The family of the 76-year-old woman who passed away in her house after a Tesla Model 3 crashed into the front room at 73 mph is now suing Tesla and the driver. The suit is filed by the woman's daughter and son-in-law and argues that the reason for the June 19 crash is the defectively designed FSD and also accuses the driver of negligence and gross negligence.
The lawsuit comes shortly after a court verdict in Florida put a 67% blame on a driver who killed one person and injured another due to misuse of Tesla's FSD, while the other 33% of the blame was put on Tesla and awarded the victims $243 million from Tesla alone.
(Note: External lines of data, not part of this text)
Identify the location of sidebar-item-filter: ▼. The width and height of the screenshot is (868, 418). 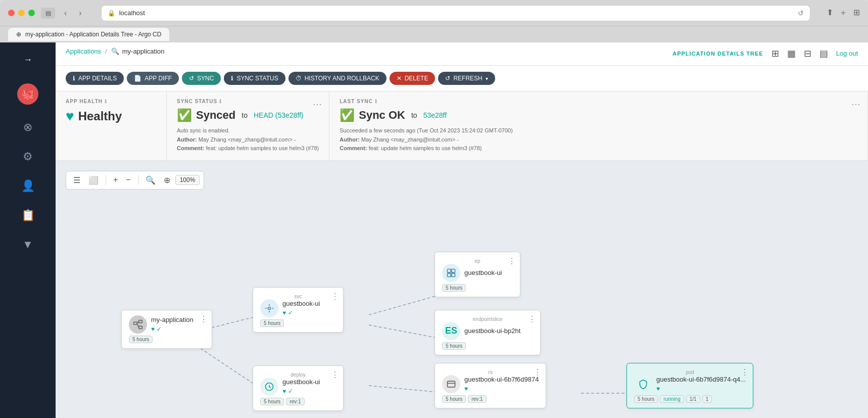
(28, 245).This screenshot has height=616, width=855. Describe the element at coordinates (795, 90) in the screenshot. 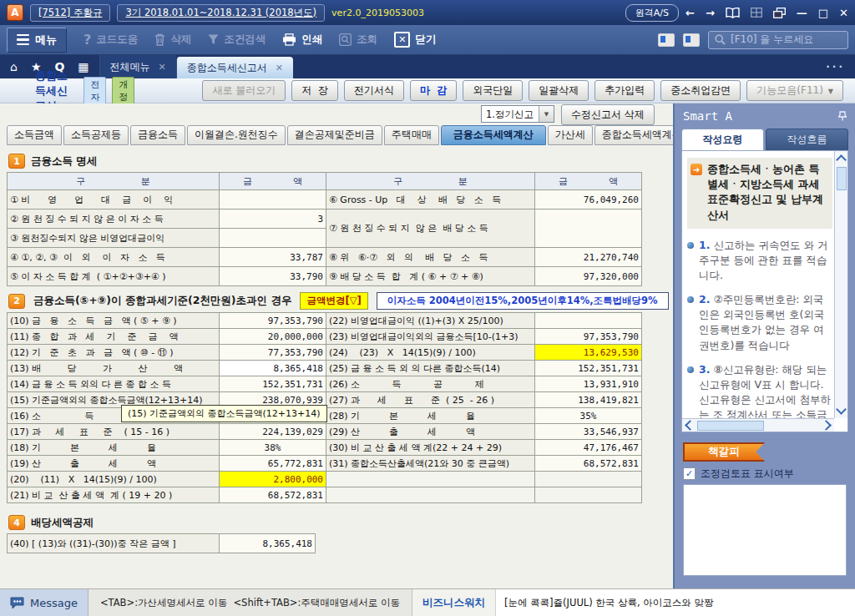

I see `function-menu-button: 기능모음(F11)▼` at that location.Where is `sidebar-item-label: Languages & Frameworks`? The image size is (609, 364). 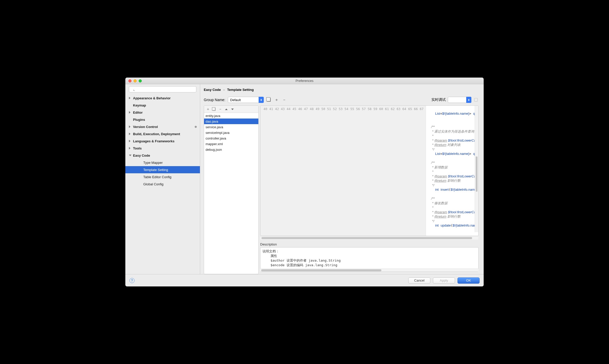 sidebar-item-label: Languages & Frameworks is located at coordinates (154, 141). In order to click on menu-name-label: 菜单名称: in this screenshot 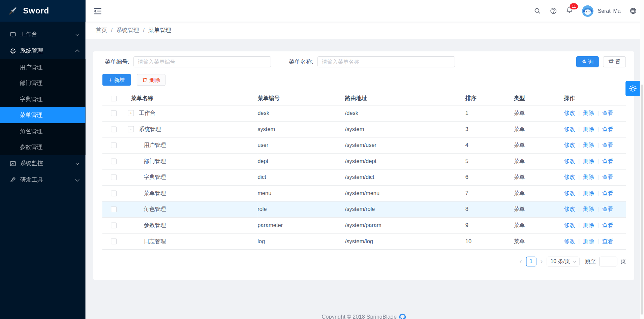, I will do `click(301, 62)`.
The new lawsuit says the FSD design flaw failed to warn the driver and also failed to detect the end of the street as well as the house in its path. FSD also failed to adequately monitor the driver's engagement.
Of course, Tesla's official statement says the driver is at fault because the internal data shows that while FSD was active at first, the driver overrode it by pressing the accelerator to 100%. Also, FSD couldn't have been active because it can't go at 73 mph in a residential area.
Since the investigation is still ongoing, it's hard to draw conclusions, but one question still remains: if the driver pressed the accelerator instead of the brake pedal, what caused him to react in the first place? Was it an FSD malfunction that forced the driver to intervene, or is there something else that's unrelated to FSD?